Monday, August 28, 2006

Happy

“I look like a Holocaust survivor”, my Aunt Zoe, who just finished chemotherapy for liver cancer, says upon her arrival at our family reunion yesterday as we all shake our heads in unison and say, “No, you look fine,” (even though she looks like a very old and very feeble person I have never met) and just-in-time you catch an insurgent cry somewhere between your heart and your throat, which was a few minutes after your sister, a cancer survivor in remission, informed you that her marriage has been slowly dissolving before her eyes for the last two years and she feels helpless to do anything about it, a few hours before your father pours himself his fifth or sixth drink of the day (it was, after all, 3 pm) and shakes his head defeatedly and tells you he can’t talk anymore about certain things with regard to your mother, during which time your entire family and extended family does an admirable job of seemingly not even noticing that your soon-to-be-ex-wife is absent from the reunion for the first time in eleven years, like they never met her and our marriage never happened, which you know they think is the proper and respectful way to handle the situation even though it has the opposite effect of making you feel empty, alone, and invisible.

And you wonder: Is anyone ever happy?

And, as you methodically down your fourth beer of the day, you begin to think about the often palpable, depressing din of the world outside of the picnic table around which the inevitable pain of our personal lives is abreacted through cathartic psychoanalysis of weather patterns and where to buy the best sweet corn: another cousin with a suicidal, psychological disorder, heavily medicated close friends in mid-life crisis, friends of friends that have recently died suddenly—a seemingly endless concentric circle of anguish and disappointment.

But then, as the party winds on, you notice while following the meandering conversation of all things ephemeral--as if God has grabbed and turned your head and forced you to look at it--that your Aunt Zoe is still as joyful, friendly, exuberant, and yes, happy, as she has been every year you’ve seen her your entire life.

And you decide that when you get home, and the kids have been tucked snugly into bed, that you will close the door to your room, climb into bed, and let that cry get as far up and out as it needs to go.

But you don’t.

4 Comments:

Blogger Voix said...

Stunning.

6:23 PM  
Blogger x said...

michele sent me and i thank her. you write beautifully.

2:13 AM  
Blogger David said...

Thanks, Chloe. That was nice.

8:03 AM  
Blogger April said...

I understand that, totally. Written perfectly.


#### [PROBLEM STATEMENT]
Where a line below holds the string "angle", copy that line.

#### [DATA EXCERPTS]
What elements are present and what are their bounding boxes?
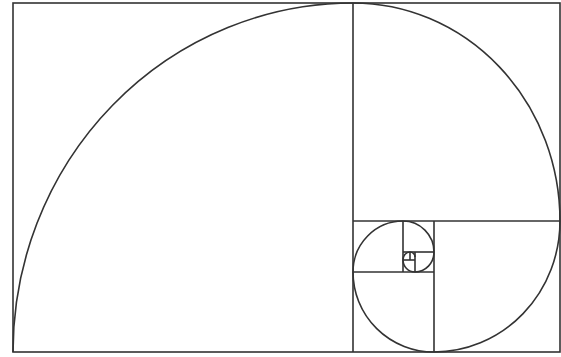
golden-spiral-diagram (0, 0, 561, 357)
square-divisions (353, 3, 560, 352)
golden-spiral-curve (13, 3, 560, 352)
outer-frame (13, 3, 560, 352)
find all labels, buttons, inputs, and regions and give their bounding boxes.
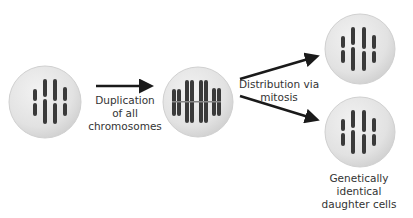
distribution-label: Distribution via mitosis: [239, 78, 319, 104]
duplication-label: Duplication of all chromosomes: [88, 94, 162, 133]
label-line: daughter cells: [322, 198, 397, 211]
label-line: chromosomes: [88, 120, 162, 133]
label-line: mitosis: [239, 91, 319, 104]
label-line: Genetically: [322, 172, 397, 185]
daughter-cell-top: [325, 14, 395, 84]
label-line: identical: [322, 185, 397, 198]
parent-cell: [9, 66, 81, 138]
label-line: of all: [88, 107, 162, 120]
duplicated-cell: [163, 67, 233, 137]
label-line: Distribution via: [239, 78, 319, 91]
label-line: Duplication: [88, 94, 162, 107]
distribution-arrow-top: [240, 57, 315, 79]
daughter-cell-bottom: [325, 97, 395, 167]
daughter-cells-label: Genetically identical daughter cells: [322, 172, 397, 211]
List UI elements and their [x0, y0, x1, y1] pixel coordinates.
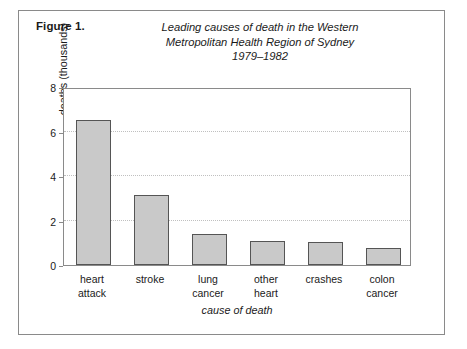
x-tick-label-line: other — [237, 273, 295, 287]
bar-chart: deaths (thousands) 02468 heartattackstro… — [19, 11, 444, 334]
bar-stroke — [134, 195, 169, 265]
x-axis-title: cause of death — [63, 304, 411, 316]
x-tick-label-line: heart — [63, 273, 121, 287]
x-tick-label-line: cancer — [353, 287, 411, 301]
x-tick-label-other-heart: otherheart — [237, 273, 295, 300]
x-tick-label-line: colon — [353, 273, 411, 287]
gridline-6 — [64, 131, 410, 132]
y-tick-mark-0 — [59, 266, 63, 267]
gridline-2 — [64, 220, 410, 221]
y-tick-label-8: 8 — [30, 83, 56, 93]
bar-lung-cancer — [192, 234, 227, 265]
bar-other-heart — [250, 241, 285, 265]
x-tick-label-line: stroke — [121, 273, 179, 287]
x-tick-label-line: attack — [63, 287, 121, 301]
gridline-4 — [64, 175, 410, 176]
x-tick-label-line: crashes — [295, 273, 353, 287]
bar-crashes — [308, 242, 343, 265]
bar-heart-attack — [76, 120, 111, 265]
y-tick-label-0: 0 — [30, 261, 56, 271]
x-tick-label-colon-cancer: coloncancer — [353, 273, 411, 300]
bar-colon-cancer — [366, 248, 401, 265]
x-tick-label-line: lung — [179, 273, 237, 287]
x-tick-label-crashes: crashes — [295, 273, 353, 287]
y-tick-label-4: 4 — [30, 172, 56, 182]
x-tick-label-line: heart — [237, 287, 295, 301]
y-tick-label-6: 6 — [30, 128, 56, 138]
x-tick-label-heart-attack: heartattack — [63, 273, 121, 300]
y-tick-label-2: 2 — [30, 217, 56, 227]
plot-area — [63, 88, 411, 266]
x-tick-label-line: cancer — [179, 287, 237, 301]
figure-frame: Figure 1. Leading causes of death in the… — [18, 10, 445, 335]
x-tick-label-lung-cancer: lungcancer — [179, 273, 237, 300]
x-tick-label-stroke: stroke — [121, 273, 179, 287]
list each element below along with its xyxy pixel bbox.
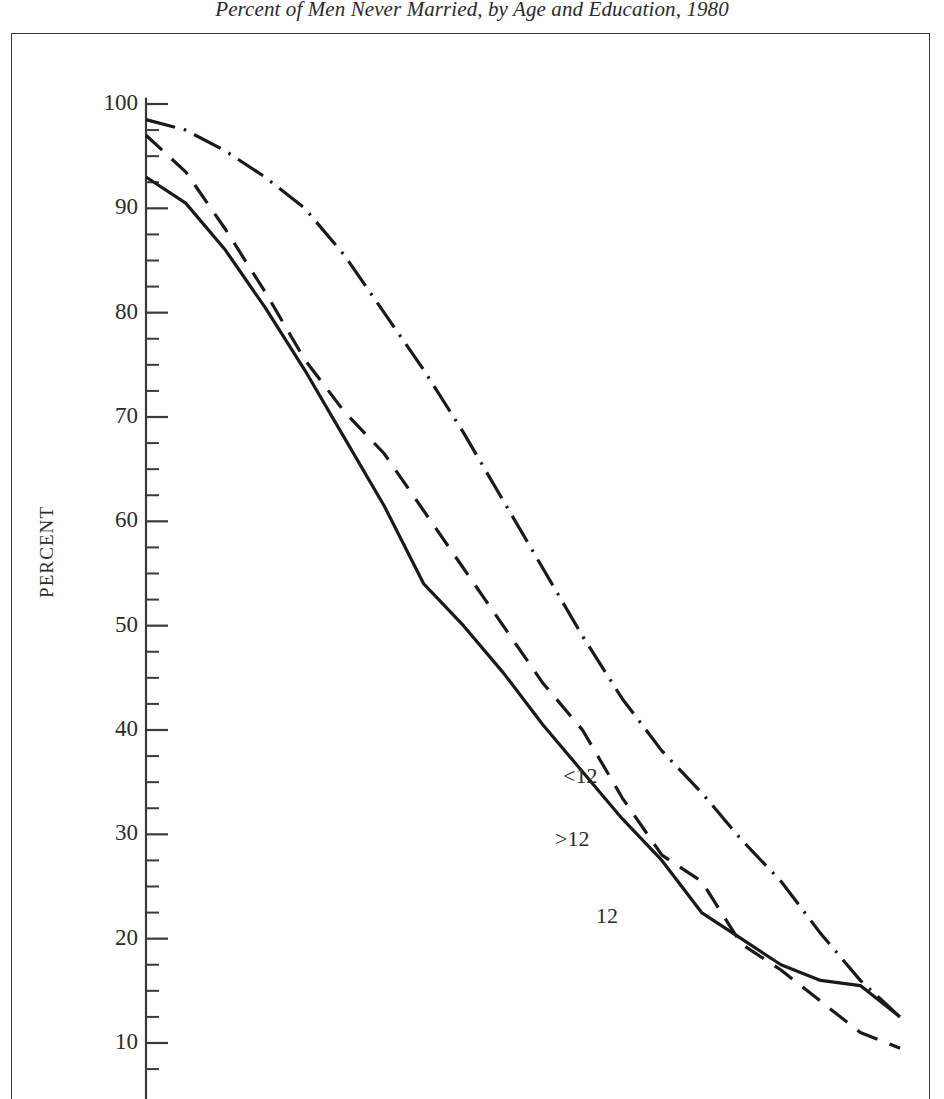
y-tick-label-50: 50 bbox=[76, 613, 138, 636]
series-label-less-than-12: <12 bbox=[563, 765, 597, 787]
y-tick-label-80: 80 bbox=[76, 300, 138, 323]
y-tick-label-40: 40 bbox=[76, 717, 138, 740]
y-tick-label-60: 60 bbox=[76, 508, 138, 531]
y-tick-label-20: 20 bbox=[76, 926, 138, 949]
y-tick-label-30: 30 bbox=[76, 821, 138, 844]
chart-series-group bbox=[146, 120, 900, 1049]
series-line-12 bbox=[146, 135, 900, 1048]
chart-svg bbox=[0, 0, 944, 1099]
y-axis-title: PERCENT bbox=[36, 418, 58, 598]
chart-plot-area bbox=[0, 0, 944, 1099]
y-tick-label-100: 100 bbox=[76, 91, 138, 114]
y-tick-label-10: 10 bbox=[76, 1030, 138, 1053]
y-tick-label-90: 90 bbox=[76, 195, 138, 218]
y-axis bbox=[146, 98, 168, 1099]
series-label-greater-than-12: >12 bbox=[555, 828, 589, 850]
series-line-lt12 bbox=[146, 120, 900, 1017]
y-tick-label-70: 70 bbox=[76, 404, 138, 427]
series-label-equal-12: 12 bbox=[596, 905, 618, 927]
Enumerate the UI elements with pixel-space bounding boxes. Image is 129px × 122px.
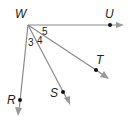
angle-label-5: 5 <box>42 26 48 37</box>
label-s: S <box>50 86 58 100</box>
arrow-s-icon <box>64 96 70 105</box>
label-w: W <box>15 7 28 21</box>
arrow-t-icon <box>100 71 109 79</box>
point-r <box>18 98 22 102</box>
arrow-r-icon <box>15 107 22 116</box>
arrow-u-icon <box>116 22 124 28</box>
angle-label-3: 3 <box>28 37 34 48</box>
geometry-diagram: W U T S R 3 4 5 <box>0 0 129 122</box>
ray-ws <box>28 25 68 101</box>
label-t: T <box>96 53 105 67</box>
ray-wt <box>28 25 105 76</box>
point-u <box>108 23 112 27</box>
label-r: R <box>7 93 16 107</box>
point-t <box>94 68 98 72</box>
label-u: U <box>105 7 114 21</box>
point-s <box>61 90 65 94</box>
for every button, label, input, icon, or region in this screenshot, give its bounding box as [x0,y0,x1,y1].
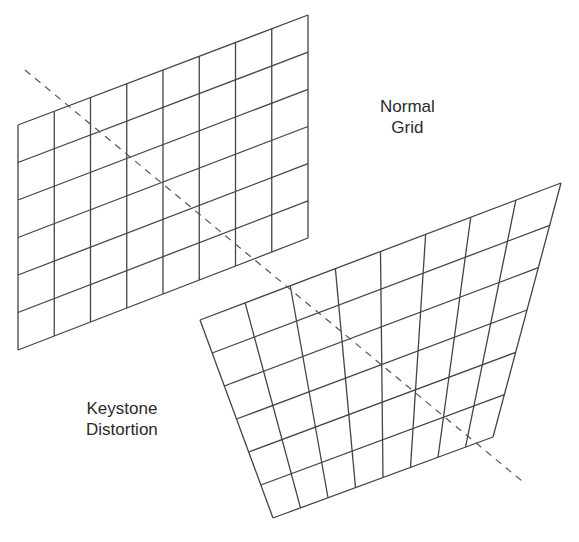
keystone-diagram: Normal Grid Keystone Distortion [0,0,579,542]
keystone-label-line1: Keystone [86,398,158,419]
normal-grid-label-line1: Normal [380,96,435,117]
keystone-label-line2: Distortion [86,419,158,440]
normal-grid [18,15,308,350]
normal-grid-label: Normal Grid [380,96,435,138]
grid-illustration [0,0,579,542]
keystone-distortion-label: Keystone Distortion [86,398,158,440]
normal-grid-label-line2: Grid [380,117,435,138]
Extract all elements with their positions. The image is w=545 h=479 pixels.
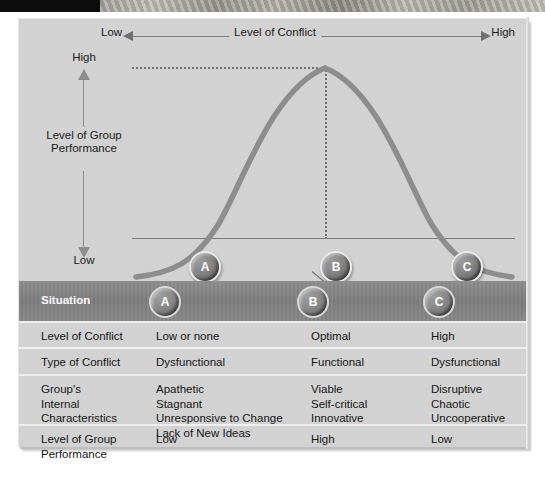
comparison-table: Level of Conflict Low or none Optimal Hi… (19, 321, 527, 447)
situation-header-bar: Situation A B C (19, 281, 527, 321)
top-black-strip (0, 0, 100, 12)
conflict-performance-figure: Low Level of Conflict High High Level of… (18, 18, 527, 447)
cell-c: Dysfunctional (431, 355, 500, 370)
y-axis-line-upper (83, 79, 84, 127)
chart-marker-c: C (451, 251, 483, 283)
situation-marker-c: C (423, 286, 455, 318)
row-label: Group's Internal Characteristics (41, 382, 117, 426)
table-row: Group's Internal Characteristics Apathet… (19, 374, 527, 426)
y-axis-low-label: Low (49, 254, 119, 266)
arrow-left-icon (123, 31, 133, 41)
y-axis-title: Level of Group Performance (37, 129, 131, 155)
row-label: Level of Conflict (41, 329, 123, 344)
arrow-right-icon (481, 31, 491, 41)
cell-b: Viable Self-critical Innovative (311, 382, 367, 426)
bell-curve (132, 49, 515, 281)
cell-c: Disruptive Chaotic Uncooperative (431, 382, 505, 426)
x-axis-title: Level of Conflict (229, 26, 321, 38)
situation-marker-a: A (149, 286, 181, 318)
cell-a: Low (156, 432, 177, 447)
plot-region (132, 49, 515, 271)
x-axis-high-label: High (491, 26, 515, 38)
chart-marker-b: B (320, 251, 352, 283)
table-row: Level of Conflict Low or none Optimal Hi… (19, 321, 527, 349)
situation-marker-b: B (297, 286, 329, 318)
x-axis-low-label: Low (101, 26, 122, 38)
cell-b: High (311, 432, 335, 447)
row-label: Level of Group Performance (41, 432, 116, 461)
table-row: Level of Group Performance Low High Low (19, 424, 527, 449)
y-axis-high-label: High (49, 51, 119, 63)
cell-b: Optimal (311, 329, 351, 344)
cell-a: Dysfunctional (156, 355, 225, 370)
chart-area: Low Level of Conflict High High Level of… (19, 19, 527, 281)
cell-b: Functional (311, 355, 364, 370)
y-axis-line-lower (83, 171, 84, 249)
row-label: Type of Conflict (41, 355, 120, 370)
chart-marker-a: A (189, 251, 221, 283)
arrow-up-icon (78, 69, 90, 80)
table-row: Type of Conflict Dysfunctional Functiona… (19, 347, 527, 376)
cell-a: Low or none (156, 329, 219, 344)
cell-c: Low (431, 432, 452, 447)
x-axis: Low Level of Conflict High (19, 23, 527, 45)
top-texture-strip (100, 0, 545, 12)
cell-c: High (431, 329, 455, 344)
situation-label: Situation (41, 294, 90, 306)
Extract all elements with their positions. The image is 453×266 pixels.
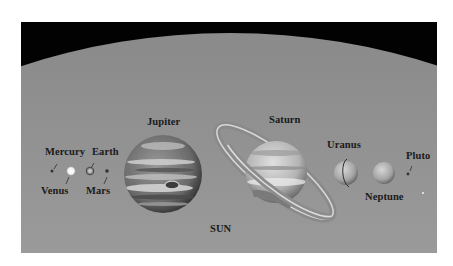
neptune-body: [373, 162, 395, 184]
label-neptune: Neptune: [365, 192, 404, 203]
solar-system-diagram: Mercury Earth Venus Mars Jupiter Saturn …: [21, 22, 437, 253]
jupiter-body: [124, 135, 202, 213]
mercury-body: [51, 170, 54, 173]
label-earth: Earth: [92, 147, 119, 158]
sun-body: [21, 33, 437, 253]
venus-body: [67, 167, 75, 175]
label-pluto: Pluto: [406, 151, 430, 162]
star-speck: [422, 192, 424, 194]
great-red-spot: [165, 181, 179, 189]
label-venus: Venus: [41, 186, 69, 197]
label-mercury: Mercury: [45, 147, 85, 158]
label-uranus: Uranus: [327, 140, 361, 151]
diagram-canvas: [21, 22, 437, 253]
label-saturn: Saturn: [269, 115, 301, 126]
label-mars: Mars: [86, 186, 110, 197]
label-sun: SUN: [210, 224, 231, 235]
mars-body: [105, 169, 109, 173]
label-jupiter: Jupiter: [147, 117, 180, 128]
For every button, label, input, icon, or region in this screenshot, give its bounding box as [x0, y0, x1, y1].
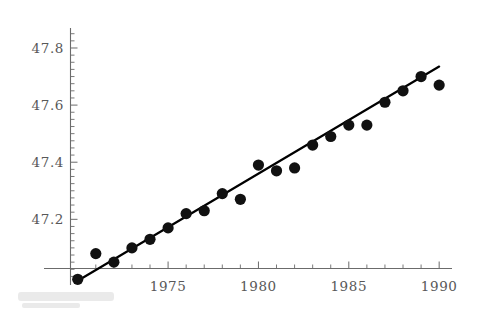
data-point-marker	[397, 85, 408, 96]
y-tick-label: 47.4	[32, 154, 64, 170]
data-point-marker	[289, 162, 300, 173]
scan-artifact	[18, 292, 114, 308]
data-point-marker	[217, 188, 228, 199]
y-tick-label: 47.6	[32, 97, 64, 113]
data-point-marker	[72, 274, 83, 285]
data-point-marker	[126, 242, 137, 253]
data-point-marker	[379, 97, 390, 108]
data-point-marker	[415, 71, 426, 82]
x-tick-label: 1990	[421, 278, 458, 294]
data-point-marker	[253, 159, 264, 170]
data-point-marker	[90, 248, 101, 259]
y-axis-tick-labels: 47.247.447.647.8	[32, 40, 64, 227]
y-axis-ticks	[71, 34, 78, 277]
data-point-marker	[271, 165, 282, 176]
scatter-plot-svg: 47.247.447.647.8 1975198019851990	[0, 0, 480, 309]
data-point-marker	[144, 234, 155, 245]
data-point-marker	[162, 222, 173, 233]
x-tick-label: 1985	[330, 278, 367, 294]
data-point-marker	[343, 119, 354, 130]
chart-figure: 47.247.447.647.8 1975198019851990	[0, 0, 480, 309]
data-point-marker	[307, 139, 318, 150]
x-tick-label: 1975	[150, 278, 187, 294]
data-point-marker	[108, 257, 119, 268]
data-point-marker	[235, 194, 246, 205]
data-points	[72, 71, 445, 285]
x-axis-ticks	[96, 262, 439, 269]
x-tick-label: 1980	[240, 278, 277, 294]
y-tick-label: 47.8	[32, 40, 64, 56]
data-point-marker	[181, 208, 192, 219]
data-point-marker	[325, 131, 336, 142]
y-tick-label: 47.2	[32, 211, 64, 227]
x-axis-tick-labels: 1975198019851990	[150, 278, 458, 294]
data-point-marker	[199, 205, 210, 216]
axes-group	[44, 28, 452, 285]
data-point-marker	[361, 119, 372, 130]
data-point-marker	[434, 80, 445, 91]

#### [ANSWER TO THE PROBLEM]
angle-label-5: 5 <box>42 26 48 37</box>
angle-label-3: 3 <box>28 37 34 48</box>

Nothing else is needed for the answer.